Zia Yusuf and Nigel Farage this month
TOLGA AKMEN/EPA
Yusuf told Good Morning Britain: “What we’ve seen is this country now is what is a national emergency, a national security emergency.”
He said 180,000 people had crossed the Channel over eight and a half years, and said: “That’s more people than stormed the beaches on D-Day, by the way, during World War Two.”
Farage ‘trying to hoodwink’ British public
Nigel Farage is attempting to “hoodwink the British public” with his deportation plan, Matthew Pennycook said.
The housing minister told Times Radio the government was taking practical steps to bring down migration in contrast to Reform’s announcement on mass deportations.
Pennycook said: “Taken as a whole, yes, the package we are confident will work.
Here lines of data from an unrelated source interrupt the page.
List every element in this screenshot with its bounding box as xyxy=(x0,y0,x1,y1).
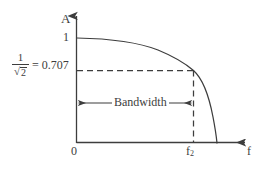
radicand: 2 xyxy=(20,67,27,78)
cutoff-tick-subscript: 2 xyxy=(190,149,194,158)
y-axis-label: A xyxy=(61,12,70,25)
one-over-root-two-fraction: 1 √ 2 xyxy=(12,52,29,78)
figure-canvas xyxy=(0,0,264,169)
fraction-denominator: √ 2 xyxy=(12,65,29,78)
frequency-response-figure: A f 1 0 f2 1 √ 2 = 0.707 Bandwidth xyxy=(0,0,264,169)
cutoff-equals-value: = 0.707 xyxy=(32,59,69,71)
bandwidth-label: Bandwidth xyxy=(112,96,169,108)
x-axis-label: f xyxy=(247,145,251,157)
cutoff-frequency-tick-label: f2 xyxy=(186,145,194,158)
response-curve xyxy=(77,38,217,143)
half-power-annotation: 1 √ 2 = 0.707 xyxy=(12,52,69,78)
fraction-numerator: 1 xyxy=(15,52,27,64)
y-axis-tick-one: 1 xyxy=(63,31,69,43)
origin-label: 0 xyxy=(71,145,77,157)
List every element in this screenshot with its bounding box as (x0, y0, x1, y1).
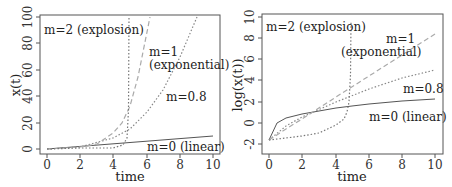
left-x-axis (47, 154, 213, 158)
right-ytick-2: 2 (243, 98, 257, 106)
left-ytick-0: 0 (21, 145, 35, 153)
right-ytick-8: 8 (243, 34, 257, 42)
right-anno-m0: m=0 (linear) (369, 110, 447, 124)
right-xtick-10: 10 (427, 158, 442, 172)
right-xtick-2: 2 (298, 158, 306, 172)
left-y-axis (36, 17, 40, 149)
right-ytick-10: 10 (243, 9, 257, 24)
right-series-m2 (269, 22, 351, 140)
right-anno-m2: m=2 (explosion) (266, 20, 366, 34)
left-xtick-8: 8 (176, 158, 184, 172)
left-xtick-10: 10 (205, 158, 220, 172)
right-chart: 0 2 4 6 8 10 time -2 0 2 4 6 8 10 log(x(… (230, 9, 447, 184)
right-x-axis (269, 154, 435, 158)
left-anno-m1: m=1 (149, 45, 178, 59)
right-ytick-4: 4 (243, 76, 257, 84)
left-anno-m0: m=0 (linear) (147, 140, 225, 154)
left-xtick-0: 0 (43, 158, 51, 172)
left-ytick-20: 20 (21, 115, 35, 130)
left-anno-m2: m=2 (explosion) (44, 23, 144, 37)
right-ytick-0: 0 (243, 119, 257, 127)
left-ytick-80: 80 (21, 35, 35, 50)
right-xtick-8: 8 (398, 158, 406, 172)
right-xtick-0: 0 (265, 158, 273, 172)
right-y-axis (258, 17, 262, 144)
left-chart: 0 2 4 6 8 10 time 0 20 40 60 80 100 x(t) (8, 6, 229, 184)
left-x-axis-title: time (115, 169, 145, 184)
left-xtick-2: 2 (76, 158, 84, 172)
right-ytick-6: 6 (243, 55, 257, 63)
right-y-axis-title: log(x(t)) (230, 58, 245, 111)
right-anno-m1-sub: (exponential) (341, 45, 421, 59)
left-ytick-40: 40 (21, 88, 35, 103)
right-anno-m08: m=0.8 (403, 82, 444, 96)
right-anno-m1: m=1 (386, 32, 415, 46)
left-ytick-100: 100 (21, 6, 35, 29)
left-anno-m1-sub: (exponential) (149, 58, 229, 72)
left-y-axis-title: x(t) (8, 74, 23, 97)
left-anno-m08: m=0.8 (166, 90, 207, 104)
right-ytick-neg2: -2 (243, 138, 257, 150)
right-x-axis-title: time (337, 169, 367, 184)
figure: 0 2 4 6 8 10 time 0 20 40 60 80 100 x(t) (0, 0, 452, 187)
right-series-m08 (269, 70, 435, 140)
left-ytick-60: 60 (21, 62, 35, 77)
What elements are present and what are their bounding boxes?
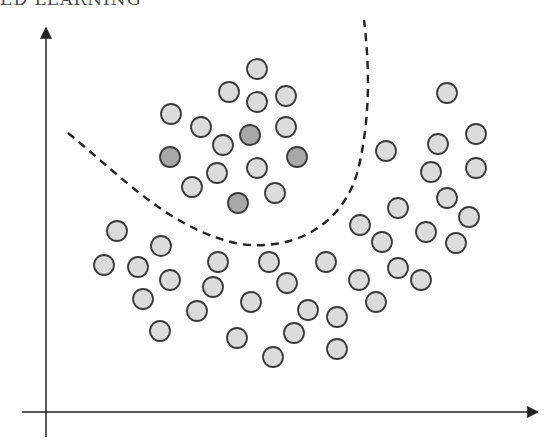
unlabeled-point (277, 273, 297, 293)
unlabeled-point (437, 188, 457, 208)
unlabeled-points (94, 59, 486, 367)
unlabeled-point (182, 177, 202, 197)
unlabeled-point (208, 252, 228, 272)
unlabeled-point (298, 300, 318, 320)
unlabeled-point (151, 236, 171, 256)
unlabeled-point (133, 289, 153, 309)
unlabeled-point (247, 59, 267, 79)
unlabeled-point (191, 117, 211, 137)
unlabeled-point (94, 255, 114, 275)
unlabeled-point (327, 339, 347, 359)
labeled-point (240, 125, 260, 145)
unlabeled-point (366, 292, 386, 312)
unlabeled-point (265, 183, 285, 203)
unlabeled-point (437, 83, 457, 103)
unlabeled-point (263, 347, 283, 367)
unlabeled-point (284, 323, 304, 343)
unlabeled-point (388, 198, 408, 218)
scatter-diagram (0, 0, 550, 448)
unlabeled-point (372, 232, 392, 252)
unlabeled-point (161, 104, 181, 124)
labeled-point (160, 147, 180, 167)
unlabeled-point (411, 270, 431, 290)
unlabeled-point (466, 158, 486, 178)
labeled-points (160, 125, 307, 213)
unlabeled-point (327, 307, 347, 327)
unlabeled-point (227, 328, 247, 348)
labeled-point (228, 193, 248, 213)
unlabeled-point (466, 124, 486, 144)
unlabeled-point (459, 207, 479, 227)
unlabeled-point (416, 222, 436, 242)
unlabeled-point (350, 215, 370, 235)
unlabeled-point (107, 221, 127, 241)
unlabeled-point (276, 117, 296, 137)
decision-boundary (68, 20, 368, 245)
unlabeled-point (213, 135, 233, 155)
unlabeled-point (421, 162, 441, 182)
unlabeled-point (316, 252, 336, 272)
unlabeled-point (446, 233, 466, 253)
unlabeled-point (150, 321, 170, 341)
unlabeled-point (247, 158, 267, 178)
unlabeled-point (203, 277, 223, 297)
unlabeled-point (247, 92, 267, 112)
unlabeled-point (428, 134, 448, 154)
labeled-point (287, 147, 307, 167)
unlabeled-point (160, 270, 180, 290)
unlabeled-point (241, 292, 261, 312)
unlabeled-point (128, 257, 148, 277)
unlabeled-point (259, 252, 279, 272)
unlabeled-point (376, 141, 396, 161)
unlabeled-point (187, 301, 207, 321)
unlabeled-point (276, 86, 296, 106)
unlabeled-point (388, 258, 408, 278)
unlabeled-point (349, 270, 369, 290)
unlabeled-point (207, 163, 227, 183)
unlabeled-point (219, 82, 239, 102)
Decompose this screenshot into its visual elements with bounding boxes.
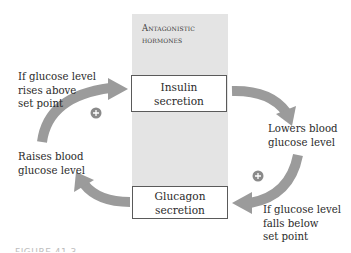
panel-title-line2: hormones <box>142 34 226 46</box>
label-line: If glucose level <box>18 70 96 84</box>
insulin-line2: secretion <box>132 94 226 108</box>
panel-title-line1: Antagonistic <box>142 22 226 34</box>
label-line: set point <box>18 97 96 111</box>
label-falls-below-set-point: If glucose level falls below set point <box>263 203 341 244</box>
label-line: rises above <box>18 84 96 98</box>
arrow-glucagon-to-raises <box>84 184 130 202</box>
label-line: If glucose level <box>263 203 341 217</box>
label-line: glucose level <box>268 136 338 150</box>
glucagon-secretion-box: Glucagon secretion <box>132 186 228 219</box>
plus-marker-right <box>253 171 264 182</box>
insulin-line1: Insulin <box>132 80 226 94</box>
label-lowers-blood-glucose: Lowers blood glucose level <box>268 122 338 149</box>
label-rises-above-set-point: If glucose level rises above set point <box>18 70 96 111</box>
figure-caption: FIGURE 41.3 <box>15 247 77 252</box>
label-line: glucose level <box>18 164 85 178</box>
label-line: Raises blood <box>18 150 85 164</box>
arrowhead-insulin <box>108 78 128 100</box>
glucagon-line1: Glucagon <box>133 189 227 203</box>
label-raises-blood-glucose: Raises blood glucose level <box>18 150 85 177</box>
arrowhead-glucagon <box>232 192 252 214</box>
insulin-secretion-box: Insulin secretion <box>131 75 227 112</box>
label-line: falls below <box>263 217 341 231</box>
arrow-insulin-to-lowers <box>232 91 286 112</box>
label-line: Lowers blood <box>268 122 338 136</box>
label-line: set point <box>263 230 341 244</box>
glucagon-line2: secretion <box>133 203 227 217</box>
panel-title: Antagonistic hormones <box>142 22 226 46</box>
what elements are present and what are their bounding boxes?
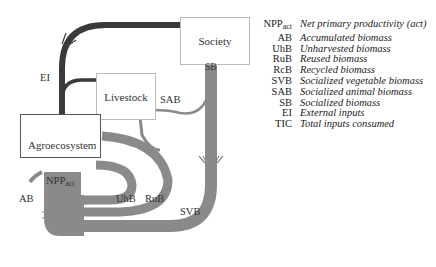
svb-label: SVB	[180, 206, 200, 217]
npp-label: NPPact	[46, 175, 75, 188]
legend-item: SABSocialized animal biomass	[256, 87, 426, 98]
ei-label: EI	[40, 72, 50, 83]
external-inputs-livestock-flow	[62, 80, 96, 100]
society-label: Society	[199, 35, 232, 47]
livestock-node: Livestock	[96, 73, 156, 120]
legend-item: TICTotal inputs consumed	[256, 119, 426, 130]
sb-label: SB	[205, 62, 217, 72]
agroecosystem-node: Agroecosystem	[20, 114, 101, 158]
uhb-label: UhB	[116, 193, 136, 204]
rub-label: RuB	[145, 193, 164, 204]
society-node: Society	[180, 17, 250, 65]
livestock-label: Livestock	[104, 91, 147, 103]
flow-diagram: Society Livestock Agroecosystem EI SAB S…	[0, 0, 260, 267]
legend-item: ABAccumulated biomass	[256, 33, 426, 44]
legend-item: NPPactNet primary productivity (act)	[256, 19, 426, 33]
legend: NPPactNet primary productivity (act) ABA…	[256, 19, 426, 130]
ab-label: AB	[19, 193, 34, 204]
sab-label: SAB	[160, 94, 180, 105]
agroecosystem-label: Agroecosystem	[28, 139, 96, 151]
accumulated-biomass-flow	[30, 172, 42, 182]
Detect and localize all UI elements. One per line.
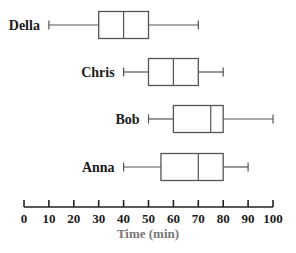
tick-label: 100 bbox=[263, 211, 283, 226]
box-bob: Bob bbox=[115, 106, 273, 133]
tick-label: 60 bbox=[167, 211, 180, 226]
iqr-box bbox=[173, 106, 223, 133]
tick-label: 80 bbox=[217, 211, 230, 226]
boxplot-chart: DellaChrisBobAnna 0102030405060708090100… bbox=[0, 0, 296, 253]
tick-label: 30 bbox=[92, 211, 105, 226]
box-chris: Chris bbox=[81, 59, 223, 86]
tick-label: 40 bbox=[117, 211, 130, 226]
category-label: Anna bbox=[82, 160, 115, 175]
category-label: Della bbox=[9, 18, 40, 33]
x-axis-label: Time (min) bbox=[117, 226, 179, 241]
x-axis: 0102030405060708090100 bbox=[21, 200, 283, 226]
box-della: Della bbox=[9, 12, 199, 39]
tick-label: 0 bbox=[21, 211, 28, 226]
category-label: Chris bbox=[81, 65, 115, 80]
tick-label: 70 bbox=[192, 211, 205, 226]
boxes-group: DellaChrisBobAnna bbox=[9, 12, 273, 181]
tick-label: 90 bbox=[242, 211, 255, 226]
category-label: Bob bbox=[115, 112, 139, 127]
tick-label: 20 bbox=[67, 211, 80, 226]
iqr-box bbox=[161, 154, 223, 181]
tick-label: 50 bbox=[142, 211, 155, 226]
box-anna: Anna bbox=[82, 154, 248, 181]
tick-label: 10 bbox=[42, 211, 55, 226]
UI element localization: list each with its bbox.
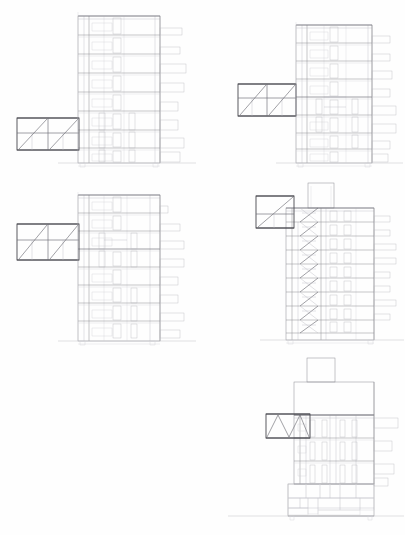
ground-line-1 [58, 163, 196, 167]
building-body-3 [78, 195, 160, 341]
cantilever-truss-3[interactable] [17, 224, 79, 260]
ground-line-5 [228, 516, 404, 520]
floor-slabs-3 [78, 213, 160, 323]
cantilever-truss-1[interactable] [17, 118, 79, 150]
core-shafts-2 [330, 27, 338, 162]
building-body-1 [78, 16, 160, 163]
section-top-left[interactable] [0, 0, 210, 180]
core-shafts-1 [113, 18, 121, 162]
building-body-4 [286, 208, 374, 340]
building-body-5 [294, 382, 374, 484]
section-middle-left[interactable] [0, 180, 210, 360]
section-bottom-right[interactable] [228, 352, 405, 535]
base-elevation-detail-5 [288, 484, 374, 516]
interior-partitions-2 [310, 32, 328, 161]
cantilever-truss-4[interactable] [256, 196, 294, 228]
roof-box-4 [308, 183, 334, 208]
ground-line-3 [58, 341, 196, 345]
stair-zigzag-4 [300, 208, 318, 333]
section-top-right[interactable] [228, 0, 405, 180]
balconies-right-2 [372, 36, 396, 162]
cantilever-truss-2[interactable] [238, 84, 296, 116]
ground-line-2 [276, 163, 403, 167]
ground-line-4 [260, 340, 404, 344]
cantilever-truss-5[interactable] [266, 414, 310, 438]
unit-openings-5 [298, 420, 357, 483]
lower-partitions-1 [99, 113, 135, 162]
building-body-2 [296, 25, 372, 163]
section-middle-right[interactable] [228, 178, 405, 358]
drawing-sheet [0, 0, 405, 535]
balconies-right-5 [374, 418, 398, 486]
balconies-right-1 [160, 28, 186, 162]
balconies-right-4 [374, 216, 396, 320]
balconies-right-3 [160, 206, 184, 338]
core-shafts-3 [113, 197, 121, 338]
roof-box-5 [307, 358, 335, 382]
unit-openings-4 [330, 211, 351, 332]
mid-zone-partitions-2 [316, 97, 358, 148]
floor-slabs-1 [78, 35, 160, 150]
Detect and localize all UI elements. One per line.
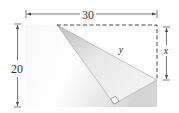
arrow-right-icon [152,12,156,15]
arrow-left-icon [27,12,31,15]
x-dimension: x [163,27,170,80]
arrow-down-icon [165,75,168,79]
y-label: y [118,44,124,55]
arrow-down-icon [16,102,19,106]
height-label: 20 [11,62,23,76]
diagram-svg: 30 20 x y [0,0,179,113]
arrow-up-icon [165,28,168,32]
arrow-up-icon [16,25,19,29]
width-dimension: 30 [26,8,157,22]
width-label: 30 [82,8,94,22]
folded-paper-diagram: 30 20 x y [0,0,179,113]
x-label: x [163,45,169,56]
height-dimension: 20 [11,24,23,107]
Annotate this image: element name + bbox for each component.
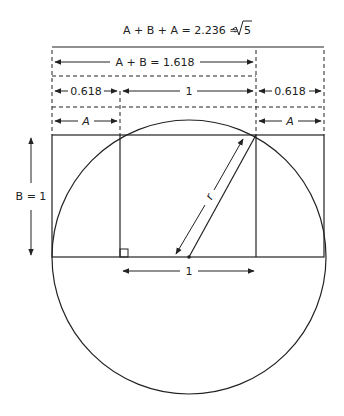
- right-segment-label: 0.618: [274, 85, 306, 98]
- radius-line: [189, 135, 256, 257]
- a-dimensions: A A: [55, 115, 321, 128]
- height-label: B = 1: [16, 190, 47, 203]
- golden-ratio-diagram: A + B + A = 2.236 ≈ 5 A + B = 1.618 0.61…: [0, 0, 344, 416]
- rectangle: [52, 135, 324, 257]
- left-a-label: A: [81, 115, 90, 128]
- outer-rectangle: [52, 135, 324, 257]
- right-angle-icon: [120, 249, 128, 257]
- base-dimension: 1: [123, 265, 254, 278]
- height-dimension: B = 1: [16, 138, 47, 255]
- left-segment-label: 0.618: [70, 85, 102, 98]
- middle-segment-label: 1: [186, 85, 193, 98]
- radius-dimension: r: [176, 139, 243, 254]
- base-label: 1: [186, 265, 193, 278]
- segment-dimensions: 0.618 1 0.618: [55, 85, 321, 98]
- radius-label: r: [203, 190, 217, 202]
- a-plus-b-label: A + B = 1.618: [116, 56, 195, 69]
- title: A + B + A = 2.236 ≈ 5: [123, 21, 252, 37]
- title-root: 5: [244, 24, 251, 37]
- right-a-label: A: [285, 115, 294, 128]
- title-text: A + B + A = 2.236 ≈: [123, 24, 238, 37]
- a-plus-b-dimension: A + B = 1.618: [55, 56, 253, 69]
- center-point: [187, 255, 191, 259]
That won’t be a quick overnight fix but we’re taking the unglamorous hard-headed practical steps needed to clamp down on this crisis — in contrast, I have to say, to parties trying to hoodwink the British public with unworkable gimmicks.”
He added on Sky News: “[It] strikes me as something put together on the back of a fag packet.”
Kent barracks will continue to house migrants
A Kent military base will continue to house asylum seekers despite promises to close it next month, Matthew Pennycook confirmed.
It was reported this month that ministers would extend the use of Napier Barracks in Folkestone into 2026, despite Sir Keir Starmer’s pledge to stop housing asylum seekers on disused military sites during last year’s election.
Pennycook, the housing minister, insisted there was capacity to detain migrants crossing the Channel.
He told Times Radio: “There is capacity in the system. But as you know, the pressures that we have in the debate about hotel use and other forms of contingency accommodation. But that contingency accommodation, including hotels, including large-scale government-owned sites … for example, Napier Barracks in Kent, are there.”
Pennycook warns of ‘haphazard ejection of asylum seekers’
Large numbers of migrants will be moved into communities or will end up sleeping rough if the government is forced by the courts to close asylum hotels “at speed”, a minister has warned.
A “surge” of closures was coming within weeks, Matthew Pennycook said, but he said many migrants would need to be placed in homes in local communities if the hotels were not shut down in an “ordered and managed way”.
The housing minister said “other contingency accommodation” including unused student halls was being sought, but he told Times Radio that shutting down hotels quickly would risk “the very worst scenario where you have an unplanned, disordered, haphazard ejection of asylum seekers”.
Pennycook said this would mean “many, large numbers” of migrants moving into large shared homes in communities or ending up on the streets.
He said: “I want to be very clear […] we’ve got to have a reduction in hotel use in a managed, ordered way.”